A relative of mine who is about 29 now went to a tippy-top boarding school, where he was in the top third of his class, but not the top 10% or 20%. He had something of an unusual background – an American kid who had spent the first 12 years of his life in a European country, and went to public schools there through 5th grade. Then he went to boarding school in Ireland, a couple of years in a private school in NYC when his parents moved there, and then the elite boarding school. Even after moving to the U.S., he spent most of his summers in his country of birth (or in one case one of its former colonies). He had some cool opportunities that came out of his father’s position as a top executive at a well-known European company.
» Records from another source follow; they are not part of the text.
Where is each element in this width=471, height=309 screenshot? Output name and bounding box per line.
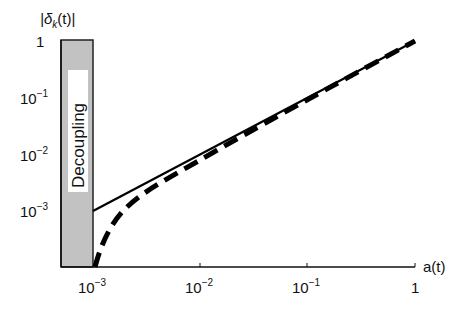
- y-tick-1: 1: [36, 33, 44, 50]
- y-tick-1e-2: 10−2: [20, 145, 49, 164]
- x-tick-1e-2: 10−2: [185, 277, 214, 296]
- y-tick-1e-3: 10−3: [20, 201, 49, 220]
- x-axis-label: a(t): [423, 258, 446, 275]
- x-tick-1e-3: 10−3: [78, 277, 107, 296]
- dashed-series-line: [95, 41, 415, 267]
- y-axis-label: |δk(t)|: [40, 10, 75, 30]
- decoupling-label-group: Decoupling: [68, 70, 88, 192]
- y-tick-1e-1: 10−1: [20, 88, 49, 107]
- chart: Decoupling 1 10−1 10−2 10−3 10−3 10−2 10…: [0, 0, 471, 309]
- decoupling-label: Decoupling: [69, 103, 88, 188]
- x-tick-1e-1: 10−1: [292, 277, 321, 296]
- x-tick-1: 1: [411, 279, 419, 296]
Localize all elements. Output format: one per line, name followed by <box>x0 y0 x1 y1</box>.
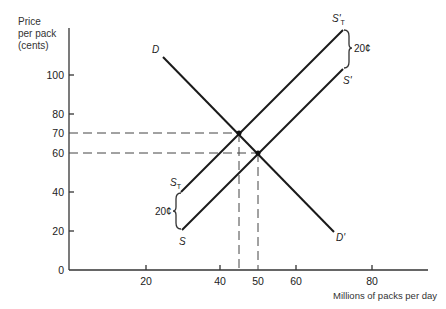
y-tick-40: 40 <box>52 186 64 198</box>
label-D-prime: D' <box>336 232 346 243</box>
tax-brace-lower <box>173 193 181 229</box>
x-tick-50: 50 <box>252 275 264 287</box>
y-axis-label-line-3: (cents) <box>18 40 49 51</box>
tax-incidence-chart: Price per pack (cents) 100 80 70 60 40 2… <box>0 0 446 309</box>
tax-brace-upper <box>344 30 352 68</box>
y-tick-70: 70 <box>52 127 64 139</box>
label-S-prime: S' <box>343 75 353 86</box>
x-tick-20: 20 <box>140 275 152 287</box>
y-tick-60: 60 <box>52 147 64 159</box>
supply-with-tax-curve-ST <box>181 30 343 192</box>
x-tick-40: 40 <box>214 275 226 287</box>
y-tick-80: 80 <box>52 108 64 120</box>
label-S: S <box>179 236 186 247</box>
y-ticks: 100 80 70 60 40 20 0 <box>46 69 74 276</box>
label-ST-prime: S'T <box>332 13 346 26</box>
x-tick-60: 60 <box>290 275 302 287</box>
y-axis-label-line-2: per pack <box>18 28 57 39</box>
supply-curve-S <box>182 69 343 230</box>
tax-label-upper: 20¢ <box>354 43 371 54</box>
y-tick-100: 100 <box>46 69 64 81</box>
label-ST: ST <box>170 177 182 190</box>
label-D: D <box>152 44 159 55</box>
equilibrium-guides <box>69 133 258 270</box>
x-tick-80: 80 <box>366 275 378 287</box>
x-axis-label: Millions of packs per day <box>333 290 437 301</box>
demand-curve-D <box>163 57 334 232</box>
tax-label-lower: 20¢ <box>155 206 172 217</box>
y-axis-label: Price per pack (cents) <box>18 16 57 51</box>
y-tick-0: 0 <box>58 264 64 276</box>
equilibrium-point-without-tax <box>256 151 261 156</box>
y-axis-label-line-1: Price <box>18 16 41 27</box>
equilibrium-point-with-tax <box>237 131 242 136</box>
y-tick-20: 20 <box>52 225 64 237</box>
x-ticks: 20 40 50 60 80 <box>140 265 378 287</box>
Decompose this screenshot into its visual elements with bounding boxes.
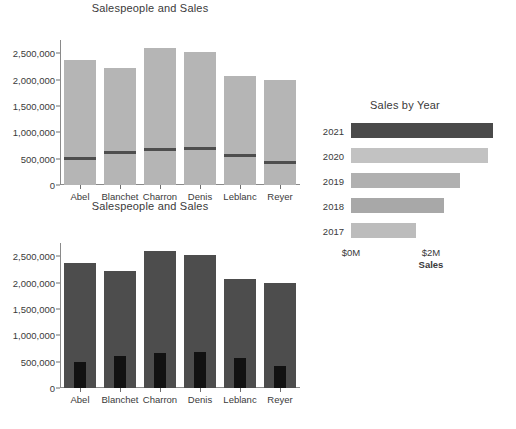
x-axis-label-denis: Denis	[188, 394, 212, 405]
bar-denis[interactable]	[184, 52, 216, 185]
y-axis-label-2018: 2018	[323, 200, 351, 211]
x-axis-tick-mark	[280, 185, 281, 189]
salespeople-sales-chart-bottom: Salespeople and Sales 0500,0001,000,0001…	[0, 198, 330, 429]
y-axis-tick-label: 2,500,000	[13, 48, 60, 59]
y-axis-tick-mark	[56, 361, 60, 362]
x-axis-label-blanchet: Blanchet	[102, 394, 139, 405]
y-axis-tick-mark	[56, 308, 60, 309]
y-axis-tick-mark	[56, 105, 60, 106]
sales-by-year-chart: Sales by Year Sales 20212020201920182017…	[310, 95, 516, 285]
x-axis-label-reyer: Reyer	[267, 394, 292, 405]
y-axis-tick-label: 2,000,000	[13, 74, 60, 85]
x-axis-tick-mark	[240, 185, 241, 189]
y-axis-tick-label: 500,000	[21, 356, 60, 367]
plot-area-year: Sales 20212020201920182017$0M$2M	[351, 118, 511, 243]
y-axis-line-top	[60, 40, 61, 185]
y-axis-tick-mark	[56, 335, 60, 336]
reference-line-blanchet[interactable]	[104, 151, 136, 154]
x-axis-tick-label: $0M	[342, 247, 360, 258]
x-axis-tick-mark	[160, 185, 161, 189]
chart-title-top: Salespeople and Sales	[0, 2, 300, 14]
y-axis-tick-mark	[56, 282, 60, 283]
reference-line-denis[interactable]	[184, 147, 216, 150]
bar-charron[interactable]	[144, 48, 176, 185]
x-axis-tick-mark	[200, 185, 201, 189]
x-axis-tick-label: $2M	[422, 247, 440, 258]
x-axis-tick-mark	[160, 388, 161, 392]
chart-title-year: Sales by Year	[310, 99, 500, 111]
bar-year-2019[interactable]	[351, 173, 460, 189]
y-axis-tick-label: 2,500,000	[13, 251, 60, 262]
bar-year-2017[interactable]	[351, 223, 416, 239]
x-axis-tick-mark	[120, 388, 121, 392]
y-axis-tick-mark	[56, 158, 60, 159]
y-axis-line-bottom	[60, 243, 61, 388]
y-axis-tick-mark	[56, 185, 60, 186]
bar-reyer[interactable]	[264, 80, 296, 185]
reference-line-abel[interactable]	[64, 157, 96, 160]
reference-line-leblanc[interactable]	[224, 154, 256, 157]
overlay-bar-reyer[interactable]	[274, 366, 287, 388]
overlay-bar-charron[interactable]	[154, 353, 167, 388]
y-axis-label-2021: 2021	[323, 125, 351, 136]
x-axis-tick-mark	[80, 388, 81, 392]
y-axis-tick-label: 1,000,000	[13, 127, 60, 138]
x-axis-tick-mark	[240, 388, 241, 392]
y-axis-label-2017: 2017	[323, 225, 351, 236]
y-axis-tick-label: 500,000	[21, 153, 60, 164]
y-axis-tick-label: 1,500,000	[13, 303, 60, 314]
x-axis-tick-mark	[200, 388, 201, 392]
bar-year-2018[interactable]	[351, 198, 444, 214]
y-axis-tick-label: 2,000,000	[13, 277, 60, 288]
x-axis-label-abel: Abel	[70, 394, 89, 405]
y-axis-label-2020: 2020	[323, 150, 351, 161]
x-axis-title-year: Sales	[351, 259, 511, 270]
overlay-bar-leblanc[interactable]	[234, 358, 247, 388]
y-axis-tick-mark	[56, 388, 60, 389]
bar-abel[interactable]	[64, 60, 96, 185]
y-axis-tick-mark	[56, 53, 60, 54]
chart-title-bottom: Salespeople and Sales	[0, 200, 300, 212]
y-axis-tick-mark	[56, 79, 60, 80]
x-axis-tick-mark	[120, 185, 121, 189]
x-axis-tick-mark	[280, 388, 281, 392]
y-axis-tick-label: 1,000,000	[13, 330, 60, 341]
overlay-bar-denis[interactable]	[194, 352, 207, 388]
plot-area-bottom: 0500,0001,000,0001,500,0002,000,0002,500…	[60, 243, 300, 388]
y-axis-tick-mark	[56, 256, 60, 257]
plot-area-top: 0500,0001,000,0001,500,0002,000,0002,500…	[60, 40, 300, 185]
overlay-bar-blanchet[interactable]	[114, 356, 127, 388]
x-axis-tick-mark	[80, 185, 81, 189]
overlay-bar-abel[interactable]	[74, 362, 87, 388]
x-axis-label-charron: Charron	[143, 394, 177, 405]
bar-blanchet[interactable]	[104, 68, 136, 185]
salespeople-sales-chart-top: Salespeople and Sales 0500,0001,000,0001…	[0, 0, 330, 200]
bar-leblanc[interactable]	[224, 76, 256, 185]
y-axis-tick-mark	[56, 132, 60, 133]
reference-line-reyer[interactable]	[264, 161, 296, 164]
reference-line-charron[interactable]	[144, 148, 176, 151]
x-axis-label-leblanc: Leblanc	[223, 394, 256, 405]
y-axis-label-2019: 2019	[323, 175, 351, 186]
bar-year-2020[interactable]	[351, 148, 488, 164]
bar-year-2021[interactable]	[351, 123, 493, 139]
y-axis-tick-label: 1,500,000	[13, 100, 60, 111]
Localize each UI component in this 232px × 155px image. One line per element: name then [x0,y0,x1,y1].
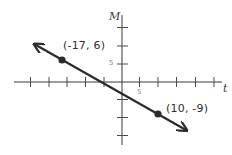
x-axis-label: t [223,83,227,94]
y-tick-label-5: 5 [109,60,113,67]
coordinate-graph [0,0,232,155]
point-a-dot [58,56,65,63]
graph-line [35,45,186,131]
point-b-label: (10, -9) [166,103,208,114]
point-b-dot [154,110,161,117]
y-axis-label: M [109,11,120,22]
x-tick-label-5: 5 [137,89,141,96]
point-a-label: (-17, 6) [63,40,105,51]
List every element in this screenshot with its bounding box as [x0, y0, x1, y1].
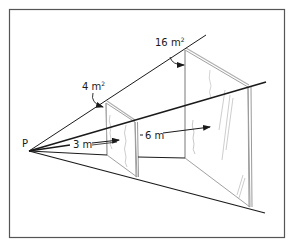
far-distance-label: 6 m — [145, 130, 164, 141]
large-area-callout-arrow — [170, 57, 184, 65]
inverse-square-diagram: P 4 m2 16 m2 3 m 6 m — [0, 0, 294, 246]
point-label: P — [22, 138, 28, 149]
large-panel — [185, 48, 252, 207]
small-area-callout-arrow — [92, 93, 103, 107]
large-area-label: 16 m2 — [155, 36, 185, 48]
near-distance-label: 3 m — [73, 139, 92, 150]
small-area-label: 4 m2 — [82, 80, 105, 92]
small-panel — [106, 101, 139, 177]
near-distance-arrow — [29, 145, 70, 151]
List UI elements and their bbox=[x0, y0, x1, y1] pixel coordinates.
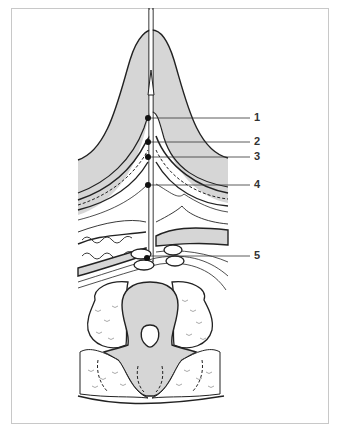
anatomy-diagram bbox=[0, 0, 339, 431]
marker-4 bbox=[145, 182, 151, 188]
marker-1 bbox=[145, 115, 151, 121]
paraspinal-muscle-right bbox=[172, 282, 212, 348]
marker-3 bbox=[145, 154, 151, 160]
label-2: 2 bbox=[254, 136, 260, 147]
label-4: 4 bbox=[254, 179, 260, 190]
label-3: 3 bbox=[254, 151, 260, 162]
skin-back bbox=[78, 396, 224, 404]
marker-5 bbox=[144, 255, 150, 261]
label-5: 5 bbox=[254, 250, 260, 261]
label-1: 1 bbox=[254, 112, 260, 123]
paraspinal-muscle-left bbox=[88, 282, 128, 348]
marker-2 bbox=[145, 139, 151, 145]
muscle-band bbox=[156, 228, 228, 246]
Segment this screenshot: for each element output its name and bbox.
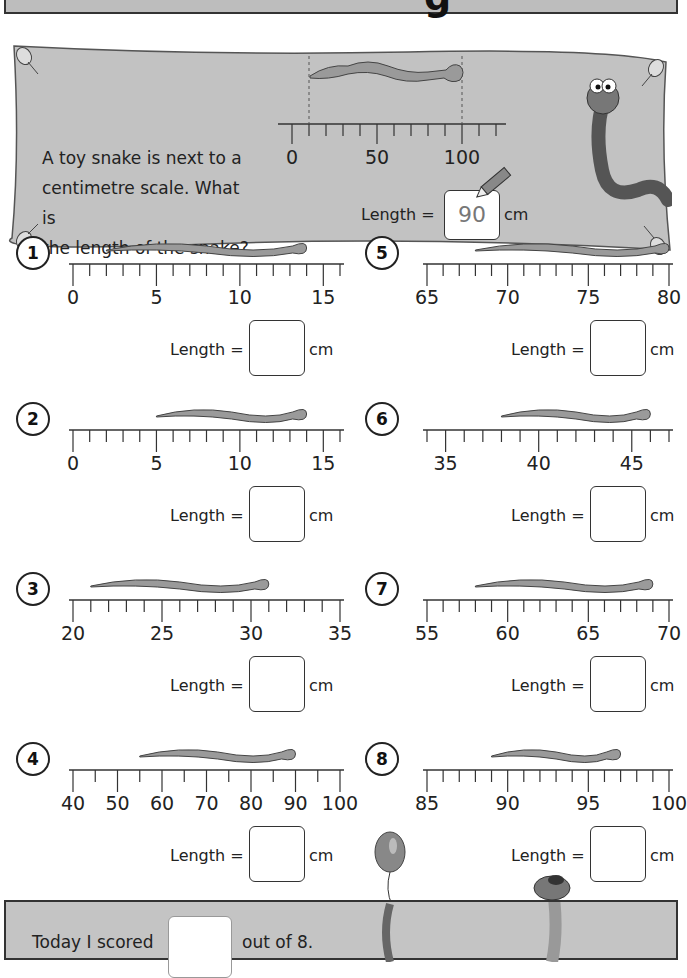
ruler-label: 100 — [651, 792, 687, 814]
ruler-label: 95 — [576, 792, 600, 814]
snake — [492, 749, 621, 762]
length-label: Length = — [511, 846, 585, 865]
ruler-label: 90 — [496, 792, 520, 814]
answer-box[interactable] — [590, 826, 646, 882]
unit-label: cm — [650, 846, 674, 865]
ruler-label: 85 — [415, 792, 439, 814]
snake-mascot-icon — [6, 902, 680, 962]
score-bar: Today I scored out of 8. — [4, 900, 678, 960]
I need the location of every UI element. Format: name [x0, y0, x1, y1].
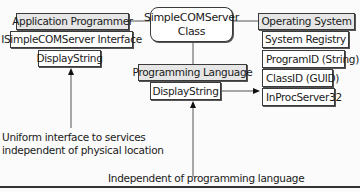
inprocserver32-entry: InProcServer32	[262, 88, 335, 106]
class-label: Class	[178, 25, 205, 39]
operating-system-box: Operating System	[258, 13, 355, 30]
programming-language-box: Programming Language	[138, 64, 247, 81]
programid-entry: ProgramID (String)	[262, 50, 345, 68]
system-registry-box: System Registry	[262, 31, 349, 48]
uniform-note-line1: Uniform interface to services	[2, 131, 142, 144]
language-independence-note: Independent of programming language	[108, 172, 278, 185]
application-programmer-box: Application Programmer	[16, 13, 129, 30]
interface-box: ISimpleCOMServer Interface	[10, 31, 133, 48]
classid-entry: ClassID (GUID)	[262, 69, 333, 87]
uniform-interface-note: Uniform interface to services independen…	[2, 131, 142, 157]
uniform-note-line2: independent of physical location	[2, 144, 142, 157]
simplecomserver-class-box: SimpleCOMServer Class	[150, 7, 233, 42]
class-name: SimpleCOMServer	[144, 11, 239, 25]
middle-displaystring-box: DisplayString	[150, 82, 221, 100]
left-displaystring-box: DisplayString	[38, 50, 101, 67]
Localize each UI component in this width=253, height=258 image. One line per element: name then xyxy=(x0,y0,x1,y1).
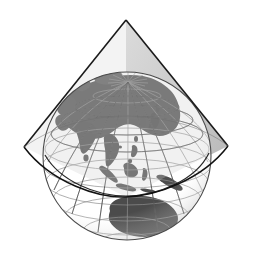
figure-root: Conic projection developable surface ove… xyxy=(0,0,253,258)
conic-projection-diagram xyxy=(0,0,253,258)
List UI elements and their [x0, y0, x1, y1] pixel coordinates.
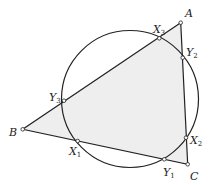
point-y3: [62, 99, 66, 103]
geometry-diagram: ABCX1X2X3Y1Y2Y3: [0, 0, 212, 185]
point-a: [179, 21, 183, 25]
label-x3: X3: [152, 23, 165, 37]
point-y1: [163, 158, 167, 162]
label-y3: Y3: [49, 91, 61, 105]
point-c: [186, 163, 190, 167]
point-x3: [158, 37, 162, 41]
diagram-canvas: ABCX1X2X3Y1Y2Y3: [0, 0, 212, 185]
label-b: B: [8, 126, 17, 139]
label-x2: X2: [189, 134, 202, 148]
label-c: C: [190, 170, 199, 183]
point-y2: [181, 56, 185, 60]
point-x2: [184, 136, 188, 140]
label-x1: X1: [68, 145, 81, 159]
label-y2: Y2: [186, 46, 198, 60]
point-b: [21, 128, 25, 132]
label-y1: Y1: [163, 166, 175, 180]
point-x1: [76, 139, 80, 143]
label-a: A: [184, 7, 193, 20]
triangle-abc: [23, 23, 188, 165]
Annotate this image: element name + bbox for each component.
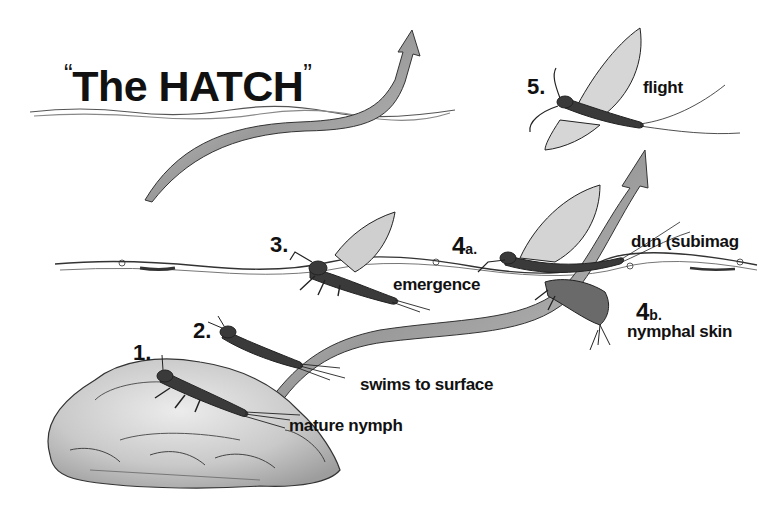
stage-5-label: flight [643, 78, 683, 98]
stage-suffix: a. [465, 241, 477, 257]
stage-3-label: emergence [393, 275, 480, 295]
stage-suffix: b. [649, 307, 661, 323]
stage-1-number: 1. [133, 340, 151, 366]
emerging-mayfly-icon [290, 212, 430, 312]
stage-number: 4 [636, 298, 649, 325]
adult-mayfly-flight-icon [530, 28, 740, 150]
stage-4a-label: dun (subimag [631, 232, 739, 252]
stage-number: 2. [193, 318, 211, 343]
stage-2-label: swims to surface [360, 375, 493, 395]
stage-5-number: 5. [527, 74, 545, 100]
stage-3-number: 3. [270, 232, 288, 258]
hatch-diagram: “The HATCH” 1. mature nymph 2. swims to … [0, 0, 761, 527]
stage-number: 5. [527, 74, 545, 99]
water-surface-line [55, 253, 757, 276]
stage-4b-label: nymphal skin [627, 322, 732, 342]
upward-curve-arrow [145, 30, 420, 202]
stage-number: 3. [270, 232, 288, 257]
title-text: The HATCH [72, 62, 303, 110]
diagram-title: “The HATCH” [64, 62, 312, 111]
title-close-quote: ” [303, 58, 311, 88]
stage-4a-number: 4a. [452, 232, 477, 260]
title-open-quote: “ [64, 58, 72, 88]
stage-1-label: mature nymph [289, 416, 403, 436]
dun-mayfly-icon [478, 185, 690, 272]
stage-2-number: 2. [193, 318, 211, 344]
stage-number: 4 [452, 232, 465, 259]
stage-number: 1. [133, 340, 151, 365]
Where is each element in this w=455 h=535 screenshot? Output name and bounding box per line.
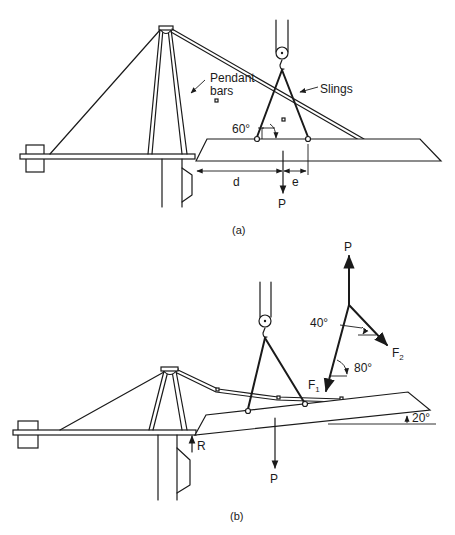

Anyway, he would have been a third generation legacy at a super-selective university where his grandfather got at BA and PhD and his father a BA and JD. And his boarding school GC told him directly that it would not support him in applying to that university. They didn’t say he couldn’t apply, but made it clear that his recommendations would not support the application. To say three generations of that family were hopping mad is an understatement, but that’s the way it was.
Things worked out fine for him. He had a very disappointing college application season, but got in off the wait list at what was probably his 5th choice college. He finished there in three years with a BA/MA in International Relations, then used family connections and his own intelligence and social skills to get a series of increasingly sexy jobs with international human rights organizations. He’s now attending a top-whatever U.S. law school.